This week’s alarming Institute for Fiscal Studies report – which resoundingly and rightly classes the ConDem’s June budget as regressive – sadly confirms our earlier analysis. Previous research undertaken by the TUC and others has revealed that the budget and the £6.2 billion worth of cuts announced in May will hit the most vulnerable and the poorest hardest.
A TUC report has combined the distributional impact of spending cuts announced in the budget with the impact of the budget’s tax and benefit changes to calculate the overall impact of both. The report reveals that the average annual cut in public spending on the poorest tenth of households is £1,344, equivalent to 20.5 per cent of their household income, whereas on richest tenth of households it is £1,135, equivalent to just 1.6 per cent of their household income.
The ConDems may attempt to pull the wool over our eyes by saying that the richest have been hit hardest, but we should not be fooled. The annual loss in income and services may be £2,685 for the richest households and £1,514 for the poorest but this is the equivalent to just 3.6 per for the richest and a massive 21.7 per cent for the poorest. ConDem protestations of a fair budget and protecting the vulnerable look hollow in the face of these facts.
But it does not stop there. Women will bear a disproportionate burden of the cuts outlined in the budget. Even if we exclude cuts to support for children – which is being slashed by £2.4bn including cuts in Sure Start, maternity grant, health in pregnancy grant, child benefit and tax credits, mainly paid to women – a gender audit of the budget shows that women still pay £3.6bn of net personal tax increases/benefit cuts, compared to that of men who pay £1.9bn. This owes to the fact that women are more profoundly affected by things like housing benefit cuts and the switch to CPI rating rather than RPI of the additional state pension and public sector pensions. It is also worth noting that an extra £560 million cut from the Child Trust Fund is not included in the gender audit.
Moreover, many ConDem cuts will also fall disproportionately on children, the elderly, those suffering from long term illness, disabled people and the unemployed. Thirty of the cuts in the £6.2 billion package announced in May specifically impact on these most vulnerable groups, cuts which include: a programme to support children with reading difficulties; plans for building school playgrounds; an affordable housing programme; free prescriptions for everyone with a long term health problem in England; free social care to 11,000 older people; and the ‘Building Schools for the Future’ refurbishment programme of hundreds of schools across the UK.
This is aside from other high profile cuts such as the Future Jobs Fund – a programme that has created jobs and opportunity for hundreds of thousands of previously out of work young people.
They say actions speak louder than words – the ConDem coalition may lay claim to be about a new kind of politics but a budget that so devastatingly hits the most vulnerable hardest makes all too clear that this coalition is about the very old politics of divide and rule. Union and Labour Party members need to fight back in the name of a fairer and more just society.
Diana Holland is Assistant General Secretary – Equalities at Unite and is a candidate for Labour Party Treasurer.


▸ **Exercise brief**: Please write back every entry exactly, character for character.

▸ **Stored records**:
★ ★ ★
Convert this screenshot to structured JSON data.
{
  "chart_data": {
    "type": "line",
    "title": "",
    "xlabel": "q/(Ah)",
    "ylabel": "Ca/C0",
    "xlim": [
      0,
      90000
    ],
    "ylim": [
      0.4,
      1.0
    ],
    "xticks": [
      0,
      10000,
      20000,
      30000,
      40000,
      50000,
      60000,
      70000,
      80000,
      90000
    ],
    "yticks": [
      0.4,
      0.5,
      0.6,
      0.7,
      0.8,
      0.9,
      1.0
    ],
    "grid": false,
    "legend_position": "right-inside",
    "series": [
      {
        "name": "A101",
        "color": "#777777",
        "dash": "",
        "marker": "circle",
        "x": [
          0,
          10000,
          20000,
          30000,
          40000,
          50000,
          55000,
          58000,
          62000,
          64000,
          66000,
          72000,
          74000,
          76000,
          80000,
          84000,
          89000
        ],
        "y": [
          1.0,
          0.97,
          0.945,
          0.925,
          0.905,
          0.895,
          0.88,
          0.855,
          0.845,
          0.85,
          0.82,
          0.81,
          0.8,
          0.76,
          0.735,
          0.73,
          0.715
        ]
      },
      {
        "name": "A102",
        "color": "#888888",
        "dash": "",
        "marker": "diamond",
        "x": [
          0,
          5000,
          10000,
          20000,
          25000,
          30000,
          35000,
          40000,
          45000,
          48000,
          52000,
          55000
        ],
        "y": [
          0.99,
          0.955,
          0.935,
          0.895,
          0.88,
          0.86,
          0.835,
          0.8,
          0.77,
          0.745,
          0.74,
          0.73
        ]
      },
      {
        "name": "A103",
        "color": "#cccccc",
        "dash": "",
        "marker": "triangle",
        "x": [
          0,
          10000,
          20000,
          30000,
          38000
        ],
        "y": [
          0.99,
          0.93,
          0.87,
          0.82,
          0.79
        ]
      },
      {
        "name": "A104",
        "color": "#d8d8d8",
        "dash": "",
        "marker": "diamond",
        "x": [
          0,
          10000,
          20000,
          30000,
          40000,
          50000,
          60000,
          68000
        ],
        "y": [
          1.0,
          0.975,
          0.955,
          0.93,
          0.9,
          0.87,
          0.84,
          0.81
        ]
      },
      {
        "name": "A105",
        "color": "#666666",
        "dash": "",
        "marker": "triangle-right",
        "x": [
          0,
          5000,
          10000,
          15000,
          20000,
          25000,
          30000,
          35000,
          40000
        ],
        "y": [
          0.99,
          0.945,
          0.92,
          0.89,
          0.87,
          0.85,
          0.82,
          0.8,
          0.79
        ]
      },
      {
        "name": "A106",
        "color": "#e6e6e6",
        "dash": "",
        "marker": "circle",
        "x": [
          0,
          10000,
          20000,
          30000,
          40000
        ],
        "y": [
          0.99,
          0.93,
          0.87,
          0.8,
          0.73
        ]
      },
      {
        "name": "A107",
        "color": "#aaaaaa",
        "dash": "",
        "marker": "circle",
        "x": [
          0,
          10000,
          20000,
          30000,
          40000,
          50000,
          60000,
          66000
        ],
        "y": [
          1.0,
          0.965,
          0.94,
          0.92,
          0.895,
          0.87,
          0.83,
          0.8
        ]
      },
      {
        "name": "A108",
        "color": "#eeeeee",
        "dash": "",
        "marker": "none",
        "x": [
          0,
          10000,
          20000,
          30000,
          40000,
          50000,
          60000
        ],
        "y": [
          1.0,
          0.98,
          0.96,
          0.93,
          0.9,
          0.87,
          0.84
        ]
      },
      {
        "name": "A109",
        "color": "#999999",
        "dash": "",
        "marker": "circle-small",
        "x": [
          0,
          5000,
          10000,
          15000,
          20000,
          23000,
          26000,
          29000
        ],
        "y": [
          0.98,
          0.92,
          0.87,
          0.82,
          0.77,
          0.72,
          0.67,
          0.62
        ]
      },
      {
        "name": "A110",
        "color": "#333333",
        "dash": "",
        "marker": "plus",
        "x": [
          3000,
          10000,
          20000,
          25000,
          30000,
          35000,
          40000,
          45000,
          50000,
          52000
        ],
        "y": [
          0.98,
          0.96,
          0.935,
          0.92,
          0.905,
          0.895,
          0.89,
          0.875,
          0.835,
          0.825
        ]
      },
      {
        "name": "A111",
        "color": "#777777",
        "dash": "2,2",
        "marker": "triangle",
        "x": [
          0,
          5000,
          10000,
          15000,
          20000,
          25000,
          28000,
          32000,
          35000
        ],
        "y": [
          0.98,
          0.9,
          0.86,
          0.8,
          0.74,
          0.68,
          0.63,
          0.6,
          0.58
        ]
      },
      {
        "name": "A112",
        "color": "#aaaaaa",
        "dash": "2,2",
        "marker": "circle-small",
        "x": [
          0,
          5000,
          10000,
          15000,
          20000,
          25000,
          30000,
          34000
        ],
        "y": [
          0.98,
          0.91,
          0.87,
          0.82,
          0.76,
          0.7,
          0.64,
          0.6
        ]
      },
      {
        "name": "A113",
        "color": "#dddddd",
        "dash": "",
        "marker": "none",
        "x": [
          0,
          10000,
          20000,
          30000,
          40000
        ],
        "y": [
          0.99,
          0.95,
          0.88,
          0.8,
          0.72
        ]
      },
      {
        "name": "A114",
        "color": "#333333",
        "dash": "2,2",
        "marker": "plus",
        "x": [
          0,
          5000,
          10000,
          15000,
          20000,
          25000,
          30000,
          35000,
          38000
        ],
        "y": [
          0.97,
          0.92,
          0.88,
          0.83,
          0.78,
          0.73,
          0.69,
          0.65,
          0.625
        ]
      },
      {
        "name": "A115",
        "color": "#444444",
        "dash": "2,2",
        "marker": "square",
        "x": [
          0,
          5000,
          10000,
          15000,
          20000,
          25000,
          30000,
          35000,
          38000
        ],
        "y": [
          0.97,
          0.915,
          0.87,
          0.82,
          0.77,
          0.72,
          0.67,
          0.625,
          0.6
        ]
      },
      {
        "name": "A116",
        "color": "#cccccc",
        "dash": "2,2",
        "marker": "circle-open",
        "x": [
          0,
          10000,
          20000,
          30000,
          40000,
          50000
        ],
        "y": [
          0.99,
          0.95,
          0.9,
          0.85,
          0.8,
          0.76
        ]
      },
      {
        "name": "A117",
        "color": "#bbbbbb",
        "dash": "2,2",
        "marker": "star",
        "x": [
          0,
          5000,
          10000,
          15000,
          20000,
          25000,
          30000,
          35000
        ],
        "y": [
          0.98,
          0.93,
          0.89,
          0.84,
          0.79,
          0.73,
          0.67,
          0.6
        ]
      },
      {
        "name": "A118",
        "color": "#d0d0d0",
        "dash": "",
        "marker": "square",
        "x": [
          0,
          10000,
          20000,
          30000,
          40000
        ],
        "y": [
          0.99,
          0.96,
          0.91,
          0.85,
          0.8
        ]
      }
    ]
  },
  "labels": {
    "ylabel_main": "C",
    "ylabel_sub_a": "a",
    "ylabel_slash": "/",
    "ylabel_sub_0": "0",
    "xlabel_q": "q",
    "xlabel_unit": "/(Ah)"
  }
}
★ ★ ★
▸ **Your solution**:
Convert this screenshot to structured JSON data.
{
  "chart_data": {
    "type": "line",
    "title": "",
    "xlabel": "q/(Ah)",
    "ylabel": "Ca/C0",
    "xlim": [
      0,
      90000
    ],
    "ylim": [
      0.4,
      1.0
    ],
    "xticks": [
      0,
      10000,
      20000,
      30000,
      40000,
      50000,
      60000,
      70000,
      80000,
      90000
    ],
    "yticks": [
      0.4,
      0.5,
      0.6,
      0.7,
      0.8,
      0.9,
      1.0
    ],
    "grid": false,
    "legend_position": "right-inside",
    "series": [
      {
        "name": "A101",
        "color": "#777777",
        "dash": "",
        "marker": "circle",
        "x": [
          0,
          10000,
          20000,
          30000,
          40000,
          50000,
          55000,
          58000,
          62000,
          64000,
          66000,
          72000,
          74000,
          76000,
          80000,
          84000,
          89000
        ],
        "y": [
          1.0,
          0.97,
          0.945,
          0.925,
          0.905,
          0.895,
          0.88,
          0.855,
          0.845,
          0.85,
          0.82,
          0.81,
          0.8,
          0.76,
          0.735,
          0.73,
          0.715
        ]
      },
      {
        "name": "A102",
        "color": "#888888",
        "dash": "",
        "marker": "diamond",
        "x": [
          0,
          5000,
          10000,
          20000,
          25000,
          30000,
          35000,
          40000,
          45000,
          48000,
          52000,
          55000
        ],
        "y": [
          0.99,
          0.955,
          0.935,
          0.895,
          0.88,
          0.86,
          0.835,
          0.8,
          0.77,
          0.745,
          0.74,
          0.73
        ]
      },
      {
        "name": "A103",
        "color": "#cccccc",
        "dash": "",
        "marker": "triangle",
        "x": [
          0,
          10000,
          20000,
          30000,
          38000
        ],
        "y": [
          0.99,
          0.93,
          0.87,
          0.82,
          0.79
        ]
      },
      {
        "name": "A104",
        "color": "#d8d8d8",
        "dash": "",
        "marker": "diamond",
        "x": [
          0,
          10000,
          20000,
          30000,
          40000,
          50000,
          60000,
          68000
        ],
        "y": [
          1.0,
          0.975,
          0.955,
          0.93,
          0.9,
          0.87,
          0.84,
          0.81
        ]
      },
      {
        "name": "A105",
        "color": "#666666",
        "dash": "",
        "marker": "triangle-right",
        "x": [
          0,
          5000,
          10000,
          15000,
          20000,
          25000,
          30000,
          35000,
          40000
        ],
        "y": [
          0.99,
          0.945,
          0.92,
          0.89,
          0.87,
          0.85,
          0.82,
          0.8,
          0.79
        ]
      },
      {
        "name": "A106",
        "color": "#e6e6e6",
        "dash": "",
        "marker": "circle",
        "x": [
          0,
          10000,
          20000,
          30000,
          40000
        ],
        "y": [
          0.99,
          0.93,
          0.87,
          0.8,
          0.73
        ]
      },
      {
        "name": "A107",
        "color": "#aaaaaa",
        "dash": "",
        "marker": "circle",
        "x": [
          0,
          10000,
          20000,
          30000,
          40000,
          50000,
          60000,
          66000
        ],
        "y": [
          1.0,
          0.965,
          0.94,
          0.92,
          0.895,
          0.87,
          0.83,
          0.8
        ]
      },
      {
        "name": "A108",
        "color": "#eeeeee",
        "dash": "",
        "marker": "none",
        "x": [
          0,
          10000,
          20000,
          30000,
          40000,
          50000,
          60000
        ],
        "y": [
          1.0,
          0.98,
          0.96,
          0.93,
          0.9,
          0.87,
          0.84
        ]
      },
      {
        "name": "A109",
        "color": "#999999",
        "dash": "",
        "marker": "circle-small",
        "x": [
          0,
          5000,
          10000,
          15000,
          20000,
          23000,
          26000,
          29000
        ],
        "y": [
          0.98,
          0.92,
          0.87,
          0.82,
          0.77,
          0.72,
          0.67,
          0.62
        ]
      },
      {
        "name": "A110",
        "color": "#333333",
        "dash": "",
        "marker": "plus",
        "x": [
          3000,
          10000,
          20000,
          25000,
          30000,
          35000,
          40000,
          45000,
          50000,
          52000
        ],
        "y": [
          0.98,
          0.96,
          0.935,
          0.92,
          0.905,
          0.895,
          0.89,
          0.875,
          0.835,
          0.825
        ]
      },
      {
        "name": "A111",
        "color": "#777777",
        "dash": "2,2",
        "marker": "triangle",
        "x": [
          0,
          5000,
          10000,
          15000,
          20000,
          25000,
          28000,
          32000,
          35000
        ],
        "y": [
          0.98,
          0.9,
          0.86,
          0.8,
          0.74,
          0.68,
          0.63,
          0.6,
          0.58
        ]
      },
      {
        "name": "A112",
        "color": "#aaaaaa",
        "dash": "2,2",
        "marker": "circle-small",
        "x": [
          0,
          5000,
          10000,
          15000,
          20000,
          25000,
          30000,
          34000
        ],
        "y": [
          0.98,
          0.91,
          0.87,
          0.82,
          0.76,
          0.7,
          0.64,
          0.6
        ]
      },
      {
        "name": "A113",
        "color": "#dddddd",
        "dash": "",
        "marker": "none",
        "x": [
          0,
          10000,
          20000,
          30000,
          40000
        ],
        "y": [
          0.99,
          0.95,
          0.88,
          0.8,
          0.72
        ]
      },
      {
        "name": "A114",
        "color": "#333333",
        "dash": "2,2",
        "marker": "plus",
        "x": [
          0,
          5000,
          10000,
          15000,
          20000,
          25000,
          30000,
          35000,
          38000
        ],
        "y": [
          0.97,
          0.92,
          0.88,
          0.83,
          0.78,
          0.73,
          0.69,
          0.65,
          0.625
        ]
      },
      {
        "name": "A115",
        "color": "#444444",
        "dash": "2,2",
        "marker": "square",
        "x": [
          0,
          5000,
          10000,
          15000,
          20000,
          25000,
          30000,
          35000,
          38000
        ],
        "y": [
          0.97,
          0.915,
          0.87,
          0.82,
          0.77,
          0.72,
          0.67,
          0.625,
          0.6
        ]
      },
      {
        "name": "A116",
        "color": "#cccccc",
        "dash": "2,2",
        "marker": "circle-open",
        "x": [
          0,
          10000,
          20000,
          30000,
          40000,
          50000
        ],
        "y": [
          0.99,
          0.95,
          0.9,
          0.85,
          0.8,
          0.76
        ]
      },
      {
        "name": "A117",
        "color": "#bbbbbb",
        "dash": "2,2",
        "marker": "star",
        "x": [
          0,
          5000,
          10000,
          15000,
          20000,
          25000,
          30000,
          35000
        ],
        "y": [
          0.98,
          0.93,
          0.89,
          0.84,
          0.79,
          0.73,
          0.67,
          0.6
        ]
      },
      {
        "name": "A118",
        "color": "#d0d0d0",
        "dash": "",
        "marker": "square",
        "x": [
          0,
          10000,
          20000,
          30000,
          40000
        ],
        "y": [
          0.99,
          0.96,
          0.91,
          0.85,
          0.8
        ]
      }
    ]
  },
  "labels": {
    "ylabel_main": "C",
    "ylabel_sub_a": "a",
    "ylabel_slash": "/",
    "ylabel_sub_0": "0",
    "xlabel_q": "q",
    "xlabel_unit": "/(Ah)"
  }
}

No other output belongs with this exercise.